Page 76 of Harvest Moon

Instead, he got the strangest look on his face, intense and wild and...alphain a way I’d never seen Ridge act before.

In a fraction of a second, he’d sat up and flipped us so my back was against the mattress, shoving his cock deeper into me over and over, sending shockwaves through my body. At the same time, he kept right on stroking my cock with one hand.

The other hand, he put right over my heart.

“Never gonna leave you alone again, Lexis,” he murmured. “Never. Be right here for you. Always. Can’t live without you.”

The sparks overtook me then, my whole body going white hot with electricity and my control shorting out as I clenched, coming in thick, sticky stripes over his hand. Somewhere outside myself, I heard him moan, felt his forehead fall against my chest, but I was completely lost to anything but the sensations of his hand around me, his knot filling me so full I couldn’t move, other than to tense around him.

The blinding white swallowed me whole.

44

Ridge

Something I’d been so worried about turned out to be the best few days of my life. For once, I wasn’t scared I wasn’t doing the right things—everything I did, Alexis loved, so long as it involved touching him and keeping him close.

When we were both too spent to go at it rough, we’d lay on our sides, my arms wrapped around him. And when he needed me again, his round, perfect ass would wiggle into the bend of my hips. My cock’d rise for him every time, and I’d sink inside, and we’d just move together like that, real slow, just needing each other.
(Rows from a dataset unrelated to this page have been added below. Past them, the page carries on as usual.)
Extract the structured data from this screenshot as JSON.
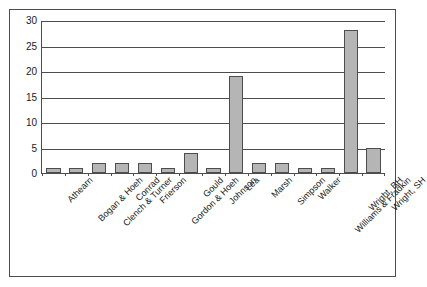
{
  "chart_data": {
    "type": "bar",
    "title": "",
    "subtitle": "",
    "xlabel": "",
    "ylabel": "",
    "ylim": [
      0,
      30
    ],
    "yticks": [
      0,
      5,
      10,
      15,
      20,
      25,
      30
    ],
    "grid": true,
    "legend": false,
    "legend_position": "none",
    "orientation": "vertical",
    "bar_fill_color": "#b5b5b5",
    "bar_edge_color": "#4d4d4d",
    "axis_color": "#4d4d4d",
    "background_color": "#ffffff",
    "categories": [
      "Athearn",
      "Bogan & Hoeh",
      "Clench & Turner",
      "Conrad",
      "Frierson",
      "Gordon & Hoeh",
      "Gould",
      "Johnson",
      "Lea",
      "Marsh",
      "Simpson",
      "Walker",
      "Williams & Fradkin",
      "Wright, BH",
      "Wright, SH"
    ],
    "values": [
      1,
      1,
      2,
      2,
      2,
      1,
      4,
      1,
      19,
      2,
      2,
      1,
      1,
      28,
      5
    ]
  }
}
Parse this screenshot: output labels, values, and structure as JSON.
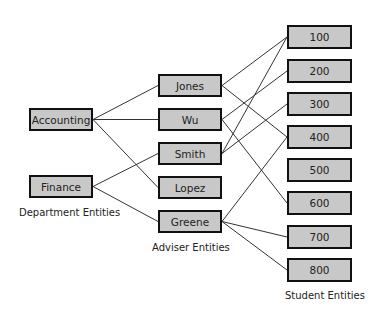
{
  "departments": [
    {
      "id": "accounting",
      "label": "Accounting",
      "x": 29,
      "y": 108,
      "w": 64,
      "h": 23
    },
    {
      "id": "finance",
      "label": "Finance",
      "x": 29,
      "y": 175,
      "w": 64,
      "h": 23
    }
  ],
  "advisers": [
    {
      "id": "jones",
      "label": "Jones",
      "x": 158,
      "y": 74,
      "w": 64,
      "h": 23
    },
    {
      "id": "wu",
      "label": "Wu",
      "x": 158,
      "y": 108,
      "w": 64,
      "h": 23
    },
    {
      "id": "smith",
      "label": "Smith",
      "x": 158,
      "y": 142,
      "w": 64,
      "h": 23
    },
    {
      "id": "lopez",
      "label": "Lopez",
      "x": 158,
      "y": 176,
      "w": 64,
      "h": 23
    },
    {
      "id": "greene",
      "label": "Greene",
      "x": 158,
      "y": 210,
      "w": 64,
      "h": 23
    }
  ],
  "students": [
    {
      "id": "s100",
      "label": "100",
      "x": 287,
      "y": 25,
      "w": 65,
      "h": 24
    },
    {
      "id": "s200",
      "label": "200",
      "x": 287,
      "y": 59,
      "w": 65,
      "h": 24
    },
    {
      "id": "s300",
      "label": "300",
      "x": 287,
      "y": 92,
      "w": 65,
      "h": 24
    },
    {
      "id": "s400",
      "label": "400",
      "x": 287,
      "y": 125,
      "w": 65,
      "h": 24
    },
    {
      "id": "s500",
      "label": "500",
      "x": 287,
      "y": 158,
      "w": 65,
      "h": 24
    },
    {
      "id": "s600",
      "label": "600",
      "x": 287,
      "y": 191,
      "w": 65,
      "h": 24
    },
    {
      "id": "s700",
      "label": "700",
      "x": 287,
      "y": 225,
      "w": 65,
      "h": 24
    },
    {
      "id": "s800",
      "label": "800",
      "x": 287,
      "y": 258,
      "w": 65,
      "h": 24
    }
  ],
  "labels": {
    "departments": "Department Entities",
    "advisers": "Adviser Entities",
    "students": "Student Entities"
  },
  "edges": [
    [
      "accounting",
      "jones"
    ],
    [
      "accounting",
      "wu"
    ],
    [
      "accounting",
      "lopez"
    ],
    [
      "finance",
      "smith"
    ],
    [
      "finance",
      "greene"
    ],
    [
      "jones",
      "s100"
    ],
    [
      "jones",
      "s400"
    ],
    [
      "wu",
      "s200"
    ],
    [
      "wu",
      "s600"
    ],
    [
      "smith",
      "s100"
    ],
    [
      "smith",
      "s300"
    ],
    [
      "greene",
      "s400"
    ],
    [
      "greene",
      "s700"
    ],
    [
      "greene",
      "s800"
    ]
  ],
  "colors": {
    "box_fill": "#c8c8c8",
    "box_border": "#111111",
    "line": "#333333"
  }
}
It was nice, made everything else seem less important. For a while, the two of us were all that mattered to each other. There was nothing outside of Lex’s room that could come between us.

We’d been together almost three days when I woke up one morning to a growling stomach. I’d left the room a few times to bring us food—water and stuff that’d keep, because every time I left for even a minute, the first thing Alexis wanted when I came back was me.
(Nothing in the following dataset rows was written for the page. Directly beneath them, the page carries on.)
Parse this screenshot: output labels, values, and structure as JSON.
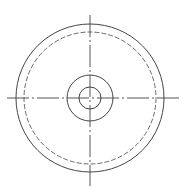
{
  "caption": "",
  "drawing": {
    "width": 184,
    "height": 190,
    "stroke_color": "#444444",
    "center": {
      "x": 90,
      "y": 98
    },
    "centerlines": {
      "horizontal": {
        "x1": 7,
        "x2": 179,
        "y": 98,
        "style": "dash-dot"
      },
      "vertical": {
        "y1": 15,
        "y2": 186,
        "x": 90,
        "style": "dash-dot"
      }
    },
    "circles": [
      {
        "name": "outer-rim",
        "r": 74,
        "style": "solid"
      },
      {
        "name": "pitch-circle",
        "r": 66,
        "style": "dashed"
      },
      {
        "name": "hub",
        "r": 23,
        "style": "solid"
      },
      {
        "name": "bore",
        "r": 11,
        "style": "solid"
      }
    ]
  }
}
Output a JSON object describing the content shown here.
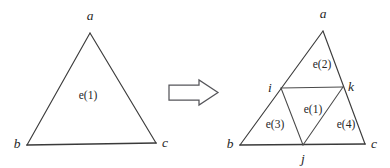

I was a blissful kind of sore when I grabbed my pants and stuffed my legs in. We needed breakfast, then I was going to stroke my fingers down his arm and tell him stories just because I wanted to.

My head was finally starting to clear up, so I figured maybe Alexis was coming out of it. Didn’t mean we couldn’t snuggle and feed each other grapes though.

It was late in the morning, so I figured Claudia would be in bed and Birch would be at school already. I’d been making a quick habit of poking my head in on her, just so Alexis wouldn’t worry.

She’d been doing just fine, far as I could tell. But that morning, she wasn’t in her room. She was seated at the round table in the kitchen, Linden sat beside her with a couple mugs of tea steaming in the middle of the table.

I wished I’d grabbed my shirt.

“Good morning,” I muttered, keeping my head down as I went to the fridge.

“Hey there, Ridge,” Linden said. I looked back over my shoulder, and Claudia was frowning at me beside them.

I couldn’t shake the idea that I’d done something wrong. Neither one of them seemed entirely pleased to see me. Maybe it was just that I didn’t have a shirt on, but werewolves weren’t usually that shy about skin.

“Something the matter?” I asked when I stepped back from the open fridge with a bowl of grapes.

The two of them gave me the strangest look, sad and sorry, and I couldn’t account for it, but it was putting me on edge.

Claudia’s lips pursed. She ducked her head. It was the first time I ever saw her let somebody talk over her, and only when it was clear she didn’t have anything good to say did Linden Grove step in.

“The Sterling Corporation approached the pack with an offer on the Hills’ farm,” he said real slow.

I blinked. “Well, okay. But Barbara and Henrik would never take it.”

Mind, I’d never thought my parents would take that kind of deal either. I wanted to reject the whole prospect right off, blow it away before anybody gave it any credence.

I hugged the cold glass bowl of grapes against my chest and stared at the pair of them. Nobody was doing this, so there was nothing to worry about. But all that cool glass against my flushed skin sure did help me keep my head on straight.

“It’s not entirely up to them. The Hills put the farm in a conservation land trust for the pack,” Linden explained calmly. “Ford’s—” He took a second to grimace. “Nobody knows what Ford’s going to do when the Hills are gone.”

As much as I wanted to think Ford would be there forever, I understood what he was saying. Ford’s moods were already irritable. He was lost. And in all likelihood, when he felt nobody needed him anymore, he’d go out into the woods and wouldn’t ever come back.

I just figured after a while, he might figure out that the pack did need him. I’d never had a brother, but Ford and I could work the farm together. Look out for each other.